B2B Lead List for SaaS Companies, by Tech Stack

If you sell to software companies, "all SaaS" is not a target — it's noise. The teams that book demos are the ones already running the tools your product plugs into, integrates with, or replaces. A B2B lead list for SaaS companies is only worth opening if it's filtered to that level of fit. This page shows how to build one with Kavex: start from a real ideal customer profile, find companies by the technology on their site, then enrich the list into something a rep can send the same afternoon.

It's the same move the best outbound teams make. Technographic targeting — "companies using React + Stripe + Segment" instead of "B2B SaaS" — consistently outperforms generic firmographics, because the tech a company runs tells you more about buying intent than headcount ever will.

Start with the ICP, not the export button

Every weak list starts the same way: someone exports 10,000 "software companies" and wonders why reply rates are 0.4%. Get the ideal customer profile wrong and every downstream step — enrichment, copy, sequencing — is wasted effort.

Before you build anything, pin down three axes:

  • Vertical inside SaaS. "Fintech infra," "vertical SaaS for clinics," "dev tools," "e-commerce apps" — a specific niche where you have product-market fit converts several times better than blanket "B2B SaaS" targeting.
  • Size band. Match employee count, revenue range, or funding stage to your average contract value. A team selling $15k annual deals should not be chasing 2,000-person enterprises or three-person pre-seed shops.
  • Tech-stack signal. The single highest-signal filter. A company running Stripe, Segment and HubSpot is a completely different prospect than one on a custom billing system with no analytics.

Pull your last 30–50 closed-won deals and look for the pattern. That pattern is your filter.

Find SaaS companies by what's on their site

Kavex builds the list from public signals rather than a stale, resold database. There are two starting points depending on how you think about your market.

Option A — start from a category and region

Use Google Maps or Yelp search with software-adjacent terms and a location, then let the pipeline do the qualification:

  • "software company San Francisco", "SaaS agency Austin", "app development studio London"
  • Cap the run, tick the data fields you need (name, website, phone, socials), and run it.

Option B — start from a tech-stack signal

This is where SaaS prospecting gets sharp. Feed a list of domains into the Tech Stack Detector or BuiltWith profiler and filter to the companies running the technology that signals fit:

  • "Uses HubSpot" → they invest in RevOps and have budget for sales tooling.
  • "Uses Stripe or Shopify" → live billing, real transactions, a product people pay for.
  • "Uses React, Next.js, AWS" → a modern engineering org, a fit for dev-tooling and infra plays.
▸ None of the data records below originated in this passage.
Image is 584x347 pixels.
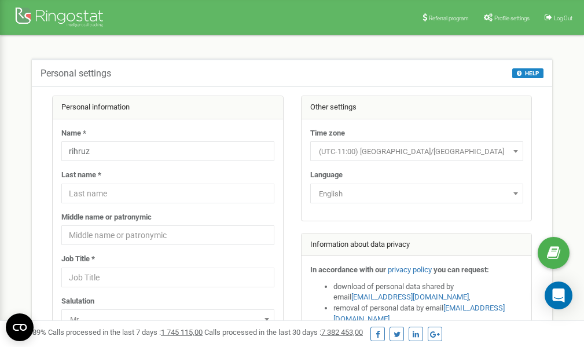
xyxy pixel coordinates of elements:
[65,311,270,327] span: Mr.
[544,281,572,309] div: Open Intercom Messenger
[61,253,95,264] label: Job Title *
[351,292,469,301] a: [EMAIL_ADDRESS][DOMAIN_NAME]
[301,233,532,256] div: Information about data privacy
[61,225,274,245] input: Middle name or patronymic
[494,15,529,21] span: Profile settings
[161,327,203,336] u: 1 745 115,00
[41,68,111,79] h5: Personal settings
[310,265,386,274] strong: In accordance with our
[48,327,203,336] span: Calls processed in the last 7 days :
[512,68,543,78] button: HELP
[433,265,489,274] strong: you can request:
[61,170,101,181] label: Last name *
[61,141,274,161] input: Name
[554,15,572,21] span: Log Out
[204,327,363,336] span: Calls processed in the last 30 days :
[310,141,523,161] span: (UTC-11:00) Pacific/Midway
[321,327,363,336] u: 7 382 453,00
[314,143,519,160] span: (UTC-11:00) Pacific/Midway
[301,96,532,119] div: Other settings
[61,212,152,223] label: Middle name or patronymic
[61,183,274,203] input: Last name
[6,313,34,341] button: Open CMP widget
[61,128,86,139] label: Name *
[333,281,523,303] li: download of personal data shared by email ,
[310,183,523,203] span: English
[310,170,343,181] label: Language
[61,296,94,307] label: Salutation
[333,303,523,324] li: removal of personal data by email ,
[388,265,432,274] a: privacy policy
[61,309,274,329] span: Mr.
[61,267,274,287] input: Job Title
[310,128,345,139] label: Time zone
[53,96,283,119] div: Personal information
[314,186,519,202] span: English
[429,15,469,21] span: Referral program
The output isn't "a SaaS company exists" — it's "this SaaS company runs the exact stack my product was built for."

Turn the list into something a rep can actually send

A list of company names is research, not pipeline. Chain Kavex's enrichment add-ons so one task produces a sequencer-ready file:

  1. Website Scraper crawls each domain for emails, phone numbers and social profiles.
  2. Email Finder fills the gaps — give it a name and a domain, get the likely address.
  3. Email Verifier SMTP-validates every address so your bounce rate stays low and your sender reputation survives.
  4. AI Personalizer writes a unique opener per company, referencing what it actually does — no "Hi {first_name}, I came across your company" filler.

It runs as a single chained job. You watch the progress bar move through each phase and download one CSV at the end — name, company, verified email, and a personalized first line — ready to import into Instantly, Smartlead or Apollo sequences.

Example output

companywebsitetech_stackverified_emailopener (excerpt)
Northwind Billingnorthwind.ioStripe, React, AWShi@northwind.io"Saw Northwind runs usage-based billing on Stripe — most teams hit the same metering wall around Series A…"
ClinicFlowclinicflow.appHubSpot, Next.js, Segmentsales@clinicflow.app"Vertical SaaS for clinics is a brutal sales cycle — noticed you're on HubSpot, so this'll be quick…"
ShipMateshipmate.coShopify, Klaviyofounders@shipmate.co"Shopify logistics apps live and die on activation — had one idea for ShipMate's onboarding…"

Why technographic lists beat bought databases

Resold SaaS contact lists go stale the moment they're sold — the same 5,000 rows land in a hundred inboxes, half the emails bounce, and reply rates crater. Building from live web signals means the company is real, the site is up, and the tech filter is current the day you run it. You decide the niche, the size band, and the exact stack — instead of paying for someone else's definition of "SaaS lead."

Build your SaaS lead list now

Pick a vertical inside software, choose a region or a tech signal, and run your first job. New accounts start with 1,000 free credits — enough to build and enrich a focused starter list before you spend a cent.

Start free with 1,000 credits →


Keep going

Start free — 1,000 credits, no card.

Pick a category and a city, run Google Maps, and export an enriched CSV.